What's the point of this then, what does it do? They say it's a fork of EDuke32 that's "backed by GZDoom tech" and it combines together EDuke32, PCExhumed, NBlood, and RedNukem all under a single package. Right now, they said their main focus is on usability "and actually being able to PLAY the games without frustration". You can see their teaser video below:
Direct Link
One of the team said to think of it a bit like BuildGDX, as Raze "shares the renderer, the sound system and the input/system interface code across games". Thanks to the use of some of GZDoom, it also includes a bunch of their post-processing effects.
You can see their brief announcement here along with all their replies to questions, plus check out the code and download from the GitHub.
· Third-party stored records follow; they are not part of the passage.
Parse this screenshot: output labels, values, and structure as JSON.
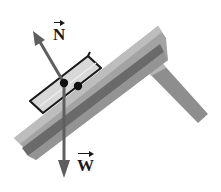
{
  "diagram": {
    "labels": {
      "normal_force": "N",
      "weight": "W"
    },
    "colors": {
      "ramp_light": "#a9a9a9",
      "ramp_dark": "#6f6f6f",
      "ramp_stripe": "#5a5a5a",
      "block_fill": "#d6d6d6",
      "block_edge": "#1a1a1a",
      "arrow": "#5e5e5e",
      "point": "#111111"
    },
    "vectors": [
      {
        "name": "N",
        "direction": "perpendicular to incline, up-left"
      },
      {
        "name": "W",
        "direction": "vertically downward"
      }
    ]
  }
}
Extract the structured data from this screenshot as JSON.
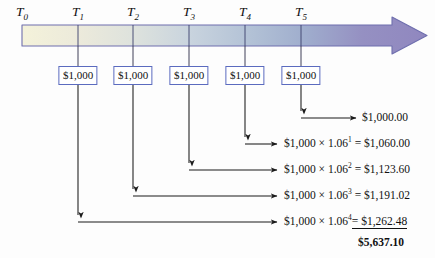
{
  "figure": {
    "type": "timeline-cash-flow-diagram",
    "background_color": "#fdfdfd",
    "arrow": {
      "name": "time-arrow",
      "direction": "left-to-right",
      "gradient_stops": [
        "#f2f0d8",
        "#dfe3dc",
        "#c3cfdb",
        "#aebfd2",
        "#9aa8c8",
        "#8f87bd",
        "#8f7fbb"
      ],
      "outline_color": "#6f6fae",
      "head_color": "#9189c4"
    },
    "tick_color": "#3b3f6b",
    "flow_line_color": "#1a1a1a"
  },
  "time_labels": [
    {
      "base": "T",
      "sub": "0"
    },
    {
      "base": "T",
      "sub": "1"
    },
    {
      "base": "T",
      "sub": "2"
    },
    {
      "base": "T",
      "sub": "3"
    },
    {
      "base": "T",
      "sub": "4"
    },
    {
      "base": "T",
      "sub": "5"
    }
  ],
  "cash_flows": [
    {
      "label": "$1,000",
      "at": "T1"
    },
    {
      "label": "$1,000",
      "at": "T2"
    },
    {
      "label": "$1,000",
      "at": "T3"
    },
    {
      "label": "$1,000",
      "at": "T4"
    },
    {
      "label": "$1,000",
      "at": "T5"
    }
  ],
  "results": [
    {
      "expression": "",
      "value": "$1,000.00",
      "has_expression": false
    },
    {
      "principal": "$1,000",
      "times": "×",
      "rate": "1.06",
      "exponent": "1",
      "equals": "=",
      "value": "$1,060.00",
      "has_expression": true
    },
    {
      "principal": "$1,000",
      "times": "×",
      "rate": "1.06",
      "exponent": "2",
      "equals": "=",
      "value": "$1,123.60",
      "has_expression": true
    },
    {
      "principal": "$1,000",
      "times": "×",
      "rate": "1.06",
      "exponent": "3",
      "equals": "=",
      "value": "$1,191.02",
      "has_expression": true
    },
    {
      "principal": "$1,000",
      "times": "×",
      "rate": "1.06",
      "exponent": "4",
      "equals": "=",
      "value": "$1,262.48",
      "has_expression": true,
      "underlined": true
    }
  ],
  "total": {
    "label": "$5,637.10",
    "bold": true
  }
}
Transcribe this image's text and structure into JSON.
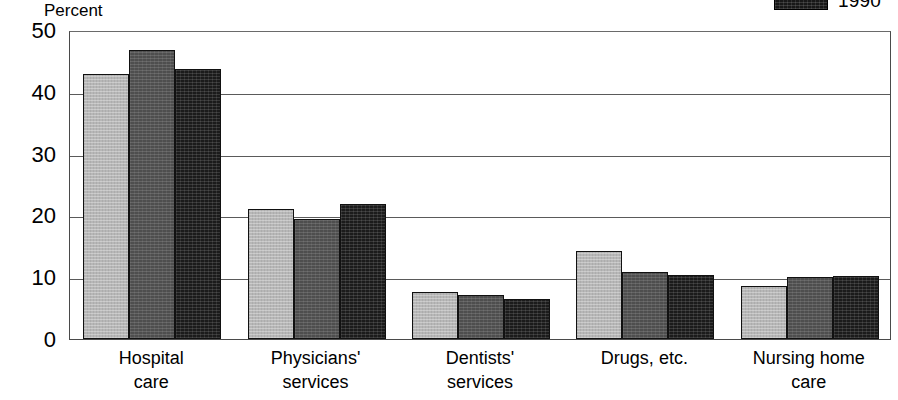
{
  "axis_title": "Percent",
  "legend": {
    "entries": [
      {
        "label": "1990",
        "swatch": "dark-hatch-swatch"
      }
    ]
  },
  "chart_data": {
    "type": "bar",
    "title": "Percent",
    "xlabel": "",
    "ylabel": "Percent",
    "ylim": [
      0,
      50
    ],
    "yticks": [
      0,
      10,
      20,
      30,
      40,
      50
    ],
    "grid": true,
    "legend_position": "top-right",
    "categories": [
      "Hospital care",
      "Physicians' services",
      "Dentists' services",
      "Drugs, etc.",
      "Nursing home care"
    ],
    "category_lines": [
      [
        "Hospital",
        "care"
      ],
      [
        "Physicians'",
        "services"
      ],
      [
        "Dentists'",
        "services"
      ],
      [
        "Drugs, etc.",
        ""
      ],
      [
        "Nursing home",
        "care"
      ]
    ],
    "series": [
      {
        "name": "series-1",
        "values": [
          42.9,
          21.1,
          7.6,
          14.3,
          8.5
        ]
      },
      {
        "name": "series-2",
        "values": [
          46.7,
          19.4,
          7.2,
          10.8,
          10.0
        ]
      },
      {
        "name": "1990",
        "values": [
          43.7,
          21.8,
          6.4,
          10.3,
          10.2
        ]
      }
    ]
  }
}
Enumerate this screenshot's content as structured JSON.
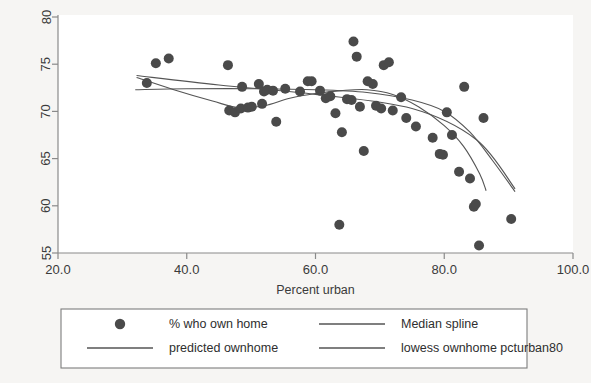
{
  "chart_data": {
    "type": "scatter",
    "title": "",
    "xlabel": "Percent urban",
    "ylabel": "",
    "xlim": [
      20.0,
      100.0
    ],
    "ylim": [
      55,
      80
    ],
    "xticks": [
      "20.0",
      "40.0",
      "60.0",
      "80.0",
      "100.0"
    ],
    "xtick_values": [
      20.0,
      40.0,
      60.0,
      80.0,
      100.0
    ],
    "yticks": [
      "55",
      "60",
      "65",
      "70",
      "75",
      "80"
    ],
    "ytick_values": [
      55,
      60,
      65,
      70,
      75,
      80
    ],
    "grid": false,
    "legend_position": "below",
    "marker_color": "#4a4a4a",
    "line_color": "#555555",
    "background_color": "#f6f5f3",
    "plot_background_color": "#ffffff",
    "series": [
      {
        "name": "% who own home",
        "type": "scatter",
        "points": [
          [
            33.8,
            73.0
          ],
          [
            35.2,
            75.1
          ],
          [
            37.2,
            75.6
          ],
          [
            46.4,
            74.9
          ],
          [
            46.6,
            70.1
          ],
          [
            47.5,
            69.9
          ],
          [
            48.6,
            72.6
          ],
          [
            48.4,
            70.3
          ],
          [
            49.5,
            70.4
          ],
          [
            50.1,
            70.5
          ],
          [
            51.2,
            72.9
          ],
          [
            51.7,
            70.8
          ],
          [
            52.0,
            72.1
          ],
          [
            52.5,
            72.3
          ],
          [
            53.4,
            72.2
          ],
          [
            53.9,
            68.9
          ],
          [
            55.3,
            72.4
          ],
          [
            57.6,
            72.1
          ],
          [
            58.8,
            73.2
          ],
          [
            59.4,
            73.2
          ],
          [
            60.7,
            72.2
          ],
          [
            61.6,
            71.4
          ],
          [
            62.3,
            71.6
          ],
          [
            63.1,
            69.8
          ],
          [
            63.7,
            58.0
          ],
          [
            64.1,
            67.8
          ],
          [
            64.9,
            71.3
          ],
          [
            65.6,
            71.2
          ],
          [
            65.9,
            77.4
          ],
          [
            66.4,
            75.8
          ],
          [
            66.9,
            70.5
          ],
          [
            67.5,
            65.8
          ],
          [
            68.1,
            73.2
          ],
          [
            68.9,
            72.9
          ],
          [
            69.4,
            70.6
          ],
          [
            70.2,
            70.3
          ],
          [
            70.6,
            74.9
          ],
          [
            71.4,
            75.2
          ],
          [
            72.0,
            70.1
          ],
          [
            73.3,
            71.5
          ],
          [
            74.1,
            69.3
          ],
          [
            75.6,
            68.4
          ],
          [
            78.2,
            67.2
          ],
          [
            79.3,
            65.5
          ],
          [
            79.8,
            65.4
          ],
          [
            80.4,
            69.9
          ],
          [
            81.2,
            67.5
          ],
          [
            82.3,
            63.6
          ],
          [
            83.1,
            72.6
          ],
          [
            84.0,
            62.9
          ],
          [
            84.6,
            59.9
          ],
          [
            84.9,
            60.2
          ],
          [
            85.4,
            55.8
          ],
          [
            86.1,
            69.3
          ],
          [
            90.4,
            58.6
          ]
        ]
      },
      {
        "name": "Median spline",
        "type": "line",
        "points": [
          [
            32.2,
            73.6
          ],
          [
            38.0,
            72.3
          ],
          [
            44.0,
            71.1
          ],
          [
            48.0,
            70.4
          ],
          [
            52.0,
            70.6
          ],
          [
            56.0,
            71.4
          ],
          [
            60.0,
            71.9
          ],
          [
            64.0,
            72.2
          ],
          [
            68.0,
            72.3
          ],
          [
            72.0,
            71.8
          ],
          [
            76.0,
            70.5
          ],
          [
            80.0,
            68.5
          ],
          [
            83.0,
            66.3
          ],
          [
            85.5,
            63.4
          ],
          [
            86.5,
            61.6
          ]
        ]
      },
      {
        "name": "predicted ownhome",
        "type": "line",
        "points": [
          [
            32.2,
            73.8
          ],
          [
            45.0,
            72.8
          ],
          [
            60.0,
            71.8
          ],
          [
            75.0,
            70.3
          ],
          [
            85.0,
            67.0
          ],
          [
            91.0,
            61.8
          ]
        ]
      },
      {
        "name": "lowess ownhome pcturban80",
        "type": "line",
        "points": [
          [
            32.0,
            72.3
          ],
          [
            40.0,
            72.4
          ],
          [
            50.0,
            72.4
          ],
          [
            60.0,
            72.3
          ],
          [
            68.0,
            72.0
          ],
          [
            75.0,
            71.2
          ],
          [
            80.0,
            70.0
          ],
          [
            84.0,
            67.8
          ],
          [
            87.5,
            64.8
          ],
          [
            91.0,
            61.5
          ]
        ]
      }
    ]
  },
  "legend": {
    "entries": [
      {
        "label": "% who own home",
        "symbol": "marker"
      },
      {
        "label": "Median spline",
        "symbol": "line"
      },
      {
        "label": "predicted ownhome",
        "symbol": "line"
      },
      {
        "label": "lowess ownhome pcturban80",
        "symbol": "line"
      }
    ]
  }
}
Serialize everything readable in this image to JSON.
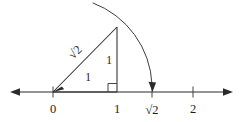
{
  "figure": {
    "background_color": "#ffffff",
    "ink_color": "#2b2b2b",
    "width": 243,
    "height": 122
  },
  "axis": {
    "name": "number-line",
    "y": 92,
    "x_start": 10,
    "x_end": 233,
    "left_arrow": true,
    "right_arrow": true,
    "ticks": [
      {
        "label": "0",
        "x": 53,
        "value": 0
      },
      {
        "label": "1",
        "x": 117,
        "value": 1
      },
      {
        "label": "√2",
        "x": 152,
        "value": 1.414
      },
      {
        "label": "2",
        "x": 193,
        "value": 2
      }
    ]
  },
  "triangle": {
    "name": "right-triangle",
    "vertices": {
      "origin": {
        "x": 53,
        "y": 92
      },
      "foot": {
        "x": 117,
        "y": 92
      },
      "apex": {
        "x": 117,
        "y": 27
      }
    },
    "labels": {
      "base": "1",
      "height": "1",
      "hypotenuse": "√2"
    },
    "right_angle_marker": true
  },
  "arc": {
    "name": "compass-arc",
    "center": {
      "x": 53,
      "y": 92
    },
    "radius": 91,
    "from": {
      "x": 93,
      "y": 3
    },
    "through": {
      "x": 117,
      "y": 27
    },
    "to": {
      "x": 152,
      "y": 88
    },
    "arrow_at_end": true
  },
  "labels": {
    "tick_zero": "0",
    "tick_one": "1",
    "tick_root_two": "√2",
    "tick_two": "2",
    "base_length": "1",
    "height_length": "1",
    "hypotenuse_length": "√2"
  }
}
Quoting: ageresWhat is libomp.so.5? Raze needs it, but I cannot find a package that contains it.https://www.archlinux.org/packages/extra/x86_64/openmp/
Quoting: Liam DaweThank you, but that installed libomp.so, not libomp.so.5. I copied it to the Raze folder, renamed to libomp.so.5 and finally could launch Raze withQuoting: ageresWhat is libomp.so.5? Raze needs it, but I cannot find a package that contains it.https://www.archlinux.org/packages/extra/x86_64/openmp/
LD_LIBRARY_PATH=./ ./raze
It even found my installation of Ion Fury in its Steam folder and ran it!
Quoting: Guestis there a vintage build?No, this is leftovers from GZDoom which dropped old OpenGL versions support some time ago and has this message too now.